A Quote by Scott Rudin

I love stories about women, and I think stories about women are generally pretty underrepresented. — © Scott Rudin
I love stories about women, and I think stories about women are generally pretty underrepresented.
We need more female directors, we also need men to step up and identify with female characters and stories about women. We don't want to create a ghetto where women have to do movies about women. To assume stories about women need to be told by a woman isn't necessarily true, just as stories about men don't need a male director.
What I like about the '60s movies was that they were about women. They were telling women's stories. I think a lot of movies don't tell women's stories anymore.
Somebody asked me earlier if I thought it was really important to tell stories about women's struggles. And I said yes, but at the same time, it's also important to tell stories about women's triumphs, women being slackers, women being criminals, women being heroes.
Long before I became a feminist in any explicit way, I had turned from writing love stories about women in which women were losers, and adventure stories about men in which the men were winners, to writing adventure stories about a woman in which the woman won. It was one of the hardest things I ever did in my life.
I have been watching how Indian women are forced to do certain things, as the stories of sacrifice and devotion in mythology demand from them. And then there are inspiring stories about women like the Rani of Jhansi that offer women refreshing role models.
There's something really unique about 'Orphan Black' is that it has a lot of female leads, so it's about a lot of women's stories, but it's not women's stories in terms of trying to find a guy or keep a guy; it's about entirely other things.
There's something really unique about Orphan Black is that it has a lot of female leads, so it's about a lot of women's stories, but it's not women’s stories in terms of trying to find a guy or keep a guy; it's about entirely other things.
I love telling stories; I always have, and I think women need to be more proactive about telling their own stories and sharing their points of view.
At the beginning of my career, a more senior photographer told me to shoot stories on women and I didn't want to. But I spent two and a half years in India and chose to do stories about women because I was shocked by their treatment. My stories in the Middle East and on the border of Europe and Asia were a response to my time in India. They weren't driven by a feminist idea but when you're moved by women's issues in these countries you can't help becoming a feminist somehow.
What I'm doing is writing stories about women who care about justice. They are women who think about the difference between right and wrong, what's legal and illegal, ethical and unethical, moral and immoral.
I love telling stories; I always have, and I think women need to be more proactive about telling their own stories and sharing their points of view. So that's definitely a goal for me.
I don't know if my films are about women in a kind of frolicking - here's a grab bag of women's issues. They are about women of substance with very particular stories.
I am optimistic. I think that there are a lot of women producing things, not necessarily in the studios. Actresses are putting stuff together. I think there are more stories about women of color [and] older women. But it is slim pickings.
It was not until Web comics that I saw stories about women and stories by women and things that were aimed specifically at female readership. It was just kind of this free-for-all that was achieving something amazing with creativity. That was where I got my start.
I just think of myself as a writer. Yes, I'm a woman. And I'm a writer. The main challenge is that I like to write stories about young women, and society doesn't place much of a premium on young women's stories. And I think that's why I gravitate towards it. I really honor that, and I treasure that time, and they should be given that respect.
If you go to a network and say, "I wanna do prison stories about black women and Latino women and old women," you're not gonna make a sale. But, if you've got this blonde girl going to prison, you can get in there, and then you can tell all the stories. I just thought it was a terrific gateway drug into all the things I wanted to get into.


■ Task objective:
Please output every record exactly, keeping each line as it is.
= = = = = = =
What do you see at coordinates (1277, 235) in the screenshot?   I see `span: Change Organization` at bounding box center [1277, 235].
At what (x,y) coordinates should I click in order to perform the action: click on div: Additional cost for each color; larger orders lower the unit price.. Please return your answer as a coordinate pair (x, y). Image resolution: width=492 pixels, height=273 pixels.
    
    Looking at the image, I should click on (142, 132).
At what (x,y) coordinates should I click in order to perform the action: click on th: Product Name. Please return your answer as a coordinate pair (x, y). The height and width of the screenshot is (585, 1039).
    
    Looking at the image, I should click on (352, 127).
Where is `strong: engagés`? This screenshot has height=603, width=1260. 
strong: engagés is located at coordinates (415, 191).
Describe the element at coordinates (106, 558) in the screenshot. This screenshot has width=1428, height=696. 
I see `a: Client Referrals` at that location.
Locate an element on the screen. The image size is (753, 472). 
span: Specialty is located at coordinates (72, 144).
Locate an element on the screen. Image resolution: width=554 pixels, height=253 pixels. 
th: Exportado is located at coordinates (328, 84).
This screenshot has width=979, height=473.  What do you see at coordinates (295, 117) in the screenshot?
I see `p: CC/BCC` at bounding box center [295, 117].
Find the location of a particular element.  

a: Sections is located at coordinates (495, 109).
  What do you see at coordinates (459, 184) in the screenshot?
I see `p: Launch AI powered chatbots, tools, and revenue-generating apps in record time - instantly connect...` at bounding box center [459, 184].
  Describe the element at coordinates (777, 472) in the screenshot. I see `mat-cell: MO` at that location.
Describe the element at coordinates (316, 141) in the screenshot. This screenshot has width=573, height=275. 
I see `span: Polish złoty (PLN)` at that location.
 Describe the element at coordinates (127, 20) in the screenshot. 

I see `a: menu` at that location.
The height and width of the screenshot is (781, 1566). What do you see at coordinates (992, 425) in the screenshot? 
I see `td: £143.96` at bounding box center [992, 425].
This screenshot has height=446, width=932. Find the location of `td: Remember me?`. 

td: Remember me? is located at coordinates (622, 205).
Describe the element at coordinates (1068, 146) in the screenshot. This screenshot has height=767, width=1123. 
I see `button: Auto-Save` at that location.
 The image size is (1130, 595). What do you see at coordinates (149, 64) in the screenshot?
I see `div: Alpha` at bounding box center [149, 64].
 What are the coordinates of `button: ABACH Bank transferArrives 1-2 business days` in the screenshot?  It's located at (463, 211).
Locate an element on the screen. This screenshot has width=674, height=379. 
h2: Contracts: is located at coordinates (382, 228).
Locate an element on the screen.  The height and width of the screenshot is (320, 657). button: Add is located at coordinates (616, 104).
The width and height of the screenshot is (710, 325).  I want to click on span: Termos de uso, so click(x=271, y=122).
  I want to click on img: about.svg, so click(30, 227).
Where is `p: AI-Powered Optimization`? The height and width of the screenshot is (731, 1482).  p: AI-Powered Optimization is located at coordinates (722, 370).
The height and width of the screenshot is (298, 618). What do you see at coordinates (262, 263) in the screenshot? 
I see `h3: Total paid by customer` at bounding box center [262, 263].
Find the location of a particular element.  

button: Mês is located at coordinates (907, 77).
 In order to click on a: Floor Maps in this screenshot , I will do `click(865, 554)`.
= = = = = = =
■ Answer space:
What do you see at coordinates (1277, 235) in the screenshot?   I see `span: Change Organization` at bounding box center [1277, 235].
At what (x,y) coordinates should I click in order to perform the action: click on div: Additional cost for each color; larger orders lower the unit price.. Please return your answer as a coordinate pair (x, y). Image resolution: width=492 pixels, height=273 pixels.
    
    Looking at the image, I should click on (142, 132).
At what (x,y) coordinates should I click in order to perform the action: click on th: Product Name. Please return your answer as a coordinate pair (x, y). The height and width of the screenshot is (585, 1039).
    
    Looking at the image, I should click on (352, 127).
Where is `strong: engagés`? This screenshot has height=603, width=1260. 
strong: engagés is located at coordinates (415, 191).
Describe the element at coordinates (106, 558) in the screenshot. This screenshot has width=1428, height=696. 
I see `a: Client Referrals` at that location.
Locate an element on the screen. The image size is (753, 472). 
span: Specialty is located at coordinates (72, 144).
Locate an element on the screen. Image resolution: width=554 pixels, height=253 pixels. 
th: Exportado is located at coordinates (328, 84).
This screenshot has width=979, height=473.  What do you see at coordinates (295, 117) in the screenshot?
I see `p: CC/BCC` at bounding box center [295, 117].
Find the location of a particular element.  

a: Sections is located at coordinates (495, 109).
  What do you see at coordinates (459, 184) in the screenshot?
I see `p: Launch AI powered chatbots, tools, and revenue-generating apps in record time - instantly connect...` at bounding box center [459, 184].
  Describe the element at coordinates (777, 472) in the screenshot. I see `mat-cell: MO` at that location.
Describe the element at coordinates (316, 141) in the screenshot. This screenshot has width=573, height=275. 
I see `span: Polish złoty (PLN)` at that location.
 Describe the element at coordinates (127, 20) in the screenshot. 

I see `a: menu` at that location.
The height and width of the screenshot is (781, 1566). What do you see at coordinates (992, 425) in the screenshot? 
I see `td: £143.96` at bounding box center [992, 425].
This screenshot has height=446, width=932. Find the location of `td: Remember me?`. 

td: Remember me? is located at coordinates (622, 205).
Describe the element at coordinates (1068, 146) in the screenshot. This screenshot has height=767, width=1123. 
I see `button: Auto-Save` at that location.
 The image size is (1130, 595). What do you see at coordinates (149, 64) in the screenshot?
I see `div: Alpha` at bounding box center [149, 64].
 What are the coordinates of `button: ABACH Bank transferArrives 1-2 business days` in the screenshot?  It's located at (463, 211).
Locate an element on the screen. This screenshot has width=674, height=379. 
h2: Contracts: is located at coordinates (382, 228).
Locate an element on the screen.  The height and width of the screenshot is (320, 657). button: Add is located at coordinates (616, 104).
The width and height of the screenshot is (710, 325).  I want to click on span: Termos de uso, so click(x=271, y=122).
  I want to click on img: about.svg, so click(30, 227).
Where is `p: AI-Powered Optimization`? The height and width of the screenshot is (731, 1482).  p: AI-Powered Optimization is located at coordinates (722, 370).
The height and width of the screenshot is (298, 618). What do you see at coordinates (262, 263) in the screenshot? 
I see `h3: Total paid by customer` at bounding box center [262, 263].
Find the location of a particular element.  

button: Mês is located at coordinates (907, 77).
 In order to click on a: Floor Maps in this screenshot , I will do `click(865, 554)`.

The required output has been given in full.